France’s prime minister, Sébastien Lecornu, took the additional step of banning alcohol at outdoor public events in the worst-affected areas, including at the annual Fête de la Musique a nationwide celebration of music held on the summer solstice. The reasoning was direct: reduce the pressure on hospitals and emergency services so they could concentrate on the people most at risk. Emergency call volume in Paris jumped by sixty per cent on Sunday evening compared to normal levels for that time of night.

The heat did not stop at France’s borders. In Spain, the national weather agency issued its first red alert of the summer for the Basque Country in the north, forecasting temperatures in San Sebastián reaching 40 degrees Celsius almost double the typical figure for late June in that city. A public screening of Spain’s World Cup match against Saudi Arabia in central Madrid was cancelled because the temperature in the fan zone was deemed unsafe. Spain recorded 101 heat-related deaths in May alone, the highest figure for that month since records began in 2015. In Germany, temperatures were expected to approach 38 or 39 degrees Celsius in central and southern areas, and electricity prices surged by nearly 30 per cent as demand for cooling systems drove up consumption. In Italy, the cities of Rome, Florence, Bologna and Turin were all placed under red alert. In Turin, heat-stressed underground power cables caused repeated blackouts. The United Kingdom’s Met Office extended an extreme heat warning covering most of southern England and parts of the Midlands and Wales, forecasting temperatures up to 38 degrees Celsius by mid-week and warning of likely disruption to roads, railways and aviation.

The human and economic cost of the episode continues to grow as the week progresses.

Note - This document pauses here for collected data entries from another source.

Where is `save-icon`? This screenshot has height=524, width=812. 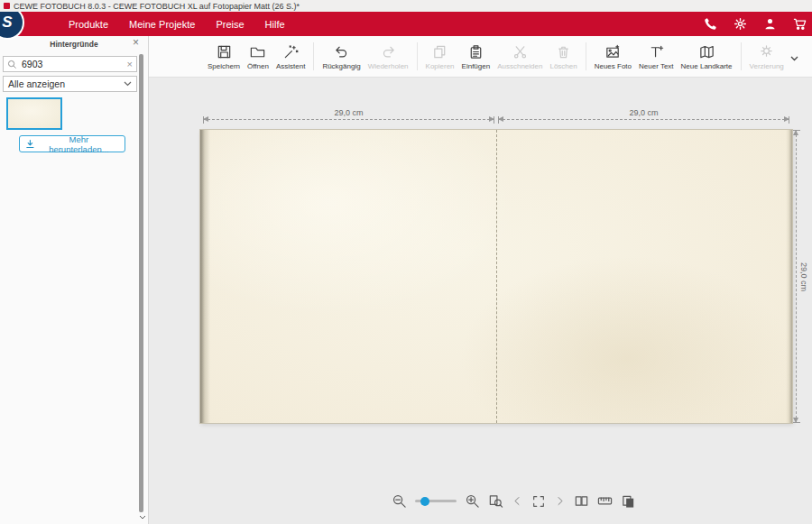 save-icon is located at coordinates (224, 52).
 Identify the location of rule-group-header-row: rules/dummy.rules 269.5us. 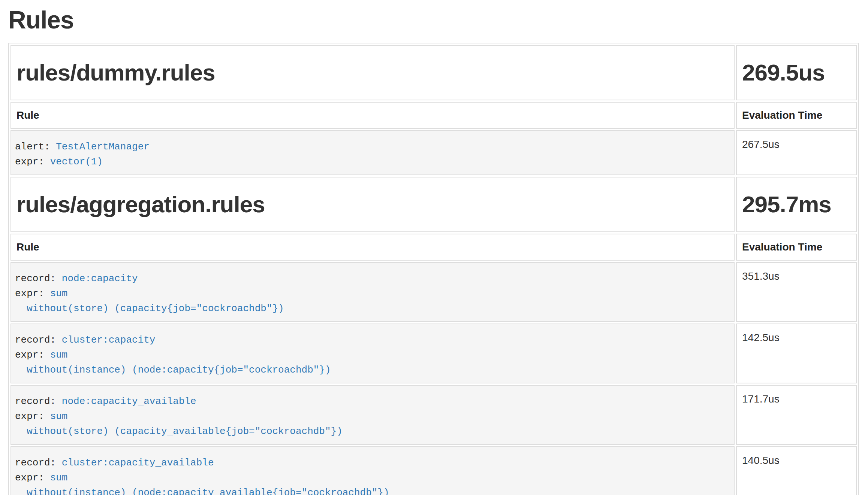
(434, 73).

Emergency services and military units across France and Spain were placed on heightened wildfire alert, with the combination of dried-out vegetation and extreme heat raising the risk of fires spreading rapidly through rural areas.

Scientists who study the relationship between weather and broader climate patterns pointed, as they have with previous European heatwaves, to the long-term warming of the atmosphere as a factor that makes extreme events of this kind more intense and more frequent than they would otherwise be. Europe, according to scientific assessments, has been warming at roughly twice the global average rate, meaning the same weather patterns that always brought summer heat now produce more extreme outcomes. Events that would have been rare a generation ago are becoming a near-annual experience across the continent.

For the tens of millions of people living through the current episode, however, the long view offers little comfort. The immediate task, for governments and individuals alike, is the same one that comes back every summer now with greater urgency: keep the most vulnerable people alive until the heat breaks.